Pattern Recognition
(Blue Ant #1)
by William Gibson
Hardcover, 356 pages
Published February
3rd 2003 by Putnam Adult (first published 2003)
ISBN 0399149864
(ISBN13: 9780399149863)
Edition
language: English
Series: Blue Ant #1
Characters: Hubertus Bigend
Literary
Awards: Locus Award Nominee for Best
Science Fiction Novel (2004), Arthur C. Clarke Award Nominee (2004), British
Science Fiction Association Award Nominee for Best Novel (2004)
Pattern Recognition's major theme considers humans' tendency to see order out of chaos, patterns when there are none. Other themes include branding, marketing, and consumerism, among others. The multiple themes that require abstractions on top of abstractions left me cold and not invested. I am empathetic to the dangers of consumerism, branding, and the post-modern marketing conceit wherein you are designated as "cool" and being a rebel for using a certain product. Of course, if you use that product, you are possibly succumbing to the marketing and not cool or a rebel. David Foster Wallace discussed this in his essay "E Unibus Pluram: Television and U.S. Fiction." DFW cites the (now almost forgotten) Sprite campaign "Image is Nothing! Thirst is Everything!" From the essay: "Above all, of course, the audience is not supposed to recognize the absurdity of products being billed as distinguishing individuals from crowds in order to sell to huge crowds." I am also simpatico with the main theme that our advanced primate evolution doesn't get us beyond seeing Mother Mary on the surface of a squash. That's a crude way to put it - in other words, humans want order and organization in their lives and sometimes events, people, etc., simply can't be ascribed order and that's a source of anxiety. We then find order out of randomness to help dispel this anxiety.
It's a coincidence (is it? Or is Gibson reading my mind?! Ahem.) that just today Gibson tweeted an article from Psychology Today about apophenia - the tendency of humans to see patterns in randomness. After reading this, I probably shouldn't wax flippant about our advanced primate evolution - it's far better (from an evolutionary standpoint) to find patterns when there are none vs. not finding a pattern when there IS one.
Despite my affinity for these themes, I simply don't think Gibson's combination and explication of them makes a good story. All of the underlying themes are quite interesting, but I learn more from the non-fiction material concerning these concepts and therefore find the non-fiction material also more engaging.
His prose is always very good, but I also must admit that it felt too... precious(?) at times - "The spent match makes a tiny ceramic sound when he drops it into the ashtray. "
Perhaps the book is too smart for me and I just don't "get" it. In any event, moving on, and debating whether or not I want to read the other books in the "Blue Ant" or "Bigend" series.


-- Exercise --
Output the entries below exactly as written, omitting pictures.

-- Exercise materials --
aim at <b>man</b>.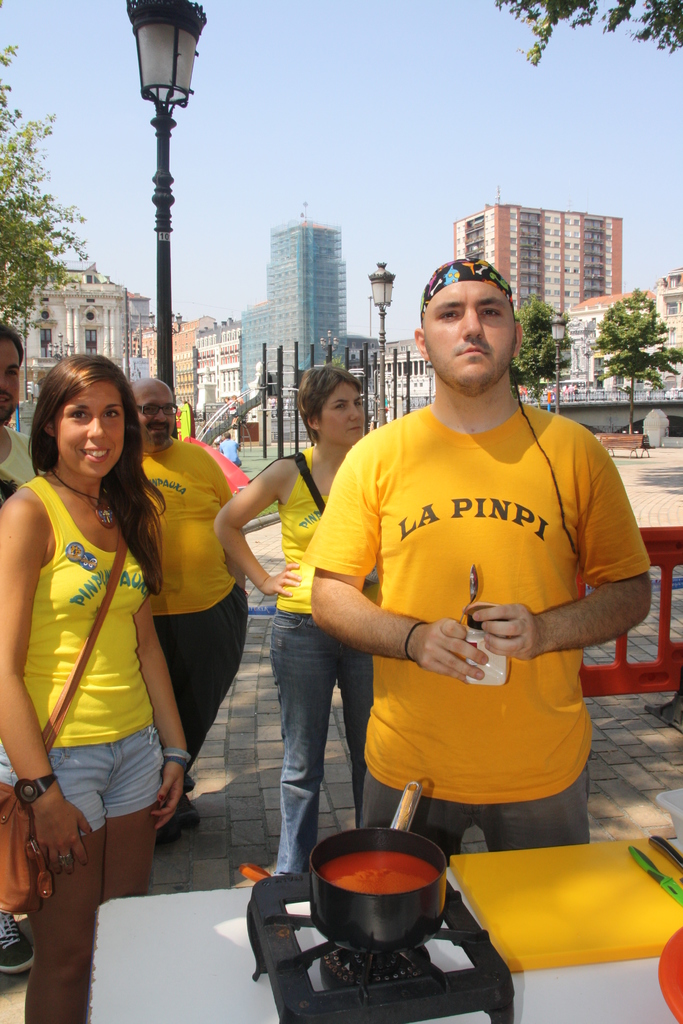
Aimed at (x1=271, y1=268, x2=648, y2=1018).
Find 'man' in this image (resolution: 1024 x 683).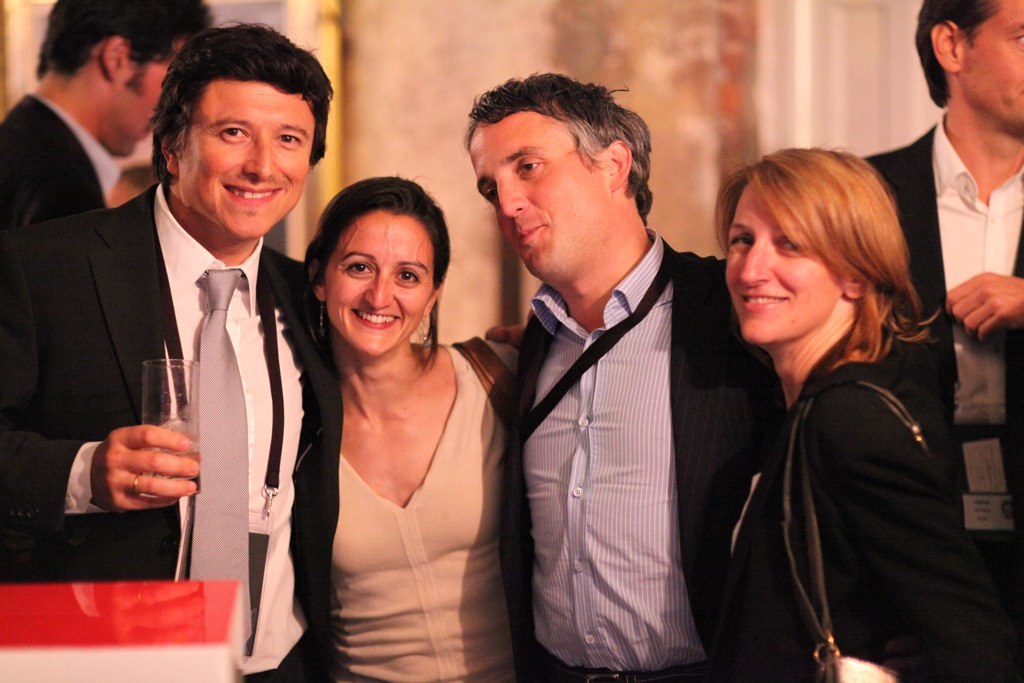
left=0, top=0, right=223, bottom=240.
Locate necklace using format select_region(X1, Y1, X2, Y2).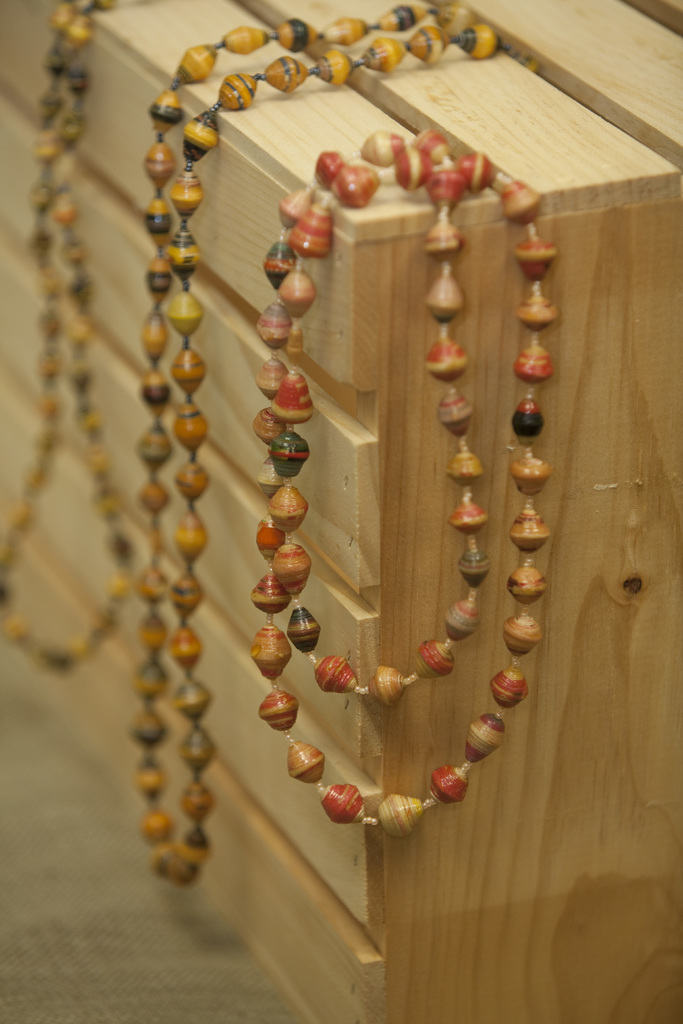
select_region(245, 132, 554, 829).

-- Response below --
aim at <b>man</b>.
Aimed at (x1=271, y1=268, x2=648, y2=1018).
Find 'man' in this image (resolution: 1024 x 683).
left=0, top=0, right=223, bottom=240.
Locate necklace using format select_region(X1, Y1, X2, Y2).
select_region(245, 132, 554, 829).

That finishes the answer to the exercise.